You will hear people say: “…it’s all because of the unions…” and “…nobody wants to work anymore…” a million times everywhere you go. Headlines:
- B777 jet engine explodes on takeoff, grounding flight to Japan. Vehicles below pelted with engine debris. Feds gagged news video immediately.
- Reliance Industries files for bankruptcy after Dioxin spill; taxpayers foot bill for toxic cleanup.
- Elliot Lake Mall collapses: 3 dead, amid debates to avoid costly building maintenance.
- Emergency Ward chief physician sends injured machinist back to work same day: lambastes ‘union slackers’ and workmen’s compensation boards; saying “you can answer the phone – you can do paperwork – you can empty the trash cans…” while snapping his fingers.
- Logistics driver stops for coffee while fighting to stay awake at wheel; boss GPS’s him and fires him.
- Romney lectures select group on ‘givers and takers’ saying half the country ‘doesn’t pay taxes.’
- Conservative think-tank urges feds to raise pension age to 67, criminalizing seasonal workers, telling fishermen and farmers that ‘there’s always work out there; Donut shops and McDonalds for example’.
- Railway boss of Megantic disaster visits townspeople: reassuring them of employee error and firing of train engineer. Headlines of the era:
- Ranstad worker fired for missing work to be with his hospitalized 3-year old child; call-center agent then fired for defending worker. Child died afterwards then father took his own life.
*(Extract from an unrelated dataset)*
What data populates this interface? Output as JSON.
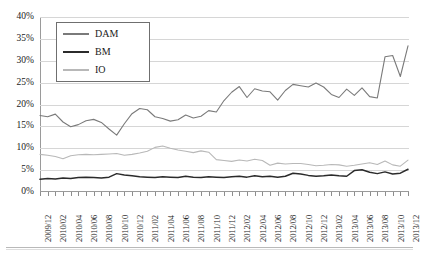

- Siemens abandons 1.3 billion-dollar venture after three-fourths completed; city stuck with unsalable plant and 5-year tax holiday.
- Underemployed man and family evicted from shelter trailer on his property after his home burns down: neighbors fear property values might fall; shouting “riff-raff not welcome.”
- Machine shop set ablaze after harassed disgruntled worker entered at night and doused gasoline; found dead by firefighters after fire caught up with him. Shop, closed for investigation, loses contract with customer; 60 employees now jobless.
- Textile mill burns in Bangladesh: child laborers perish behind doors locked to prevent theft. Security guards open gunfire on escaping workers.
- A group of Walmart store employees discuss forming a union: head office responds by closing store. Employees endure boos and threats from colleagues.
- Landmark hotel shuts down after employees vote for increase from minimum wage. The landmark was then demolished.
- Sears files for Chapter 11: 150,000 jobs gone, top brass get $25M, fund managers collect hefty commissions.
- City transit shop employee opens fire, killing 6 colleagues and takes own life. Coroners cited a toxic workplace, bullying, and jeering him about his stutter, depression, and financial woes.
- Outsourced lift truck worker crushed to death on 3rd day of work, lack of training blamed.
- Man dozed off at wheel, incinerated in vehicle ‘worked two full-time jobs’ to make ends meet, -says widow.
In 2012, the War on the Worker was in full open season. Monetization, anti-union, anti-labor, and neoliberal agendas were not only public policy but de rigueur in popular perception. Someone who had fallen on hard times would be publicly admonished by their neighbors as a ‘slacker’ for not having had 50 new job offers the same day and was, therefore, stealing their hard-earned inheritance. If you want to compete with the third world, you must become the third world.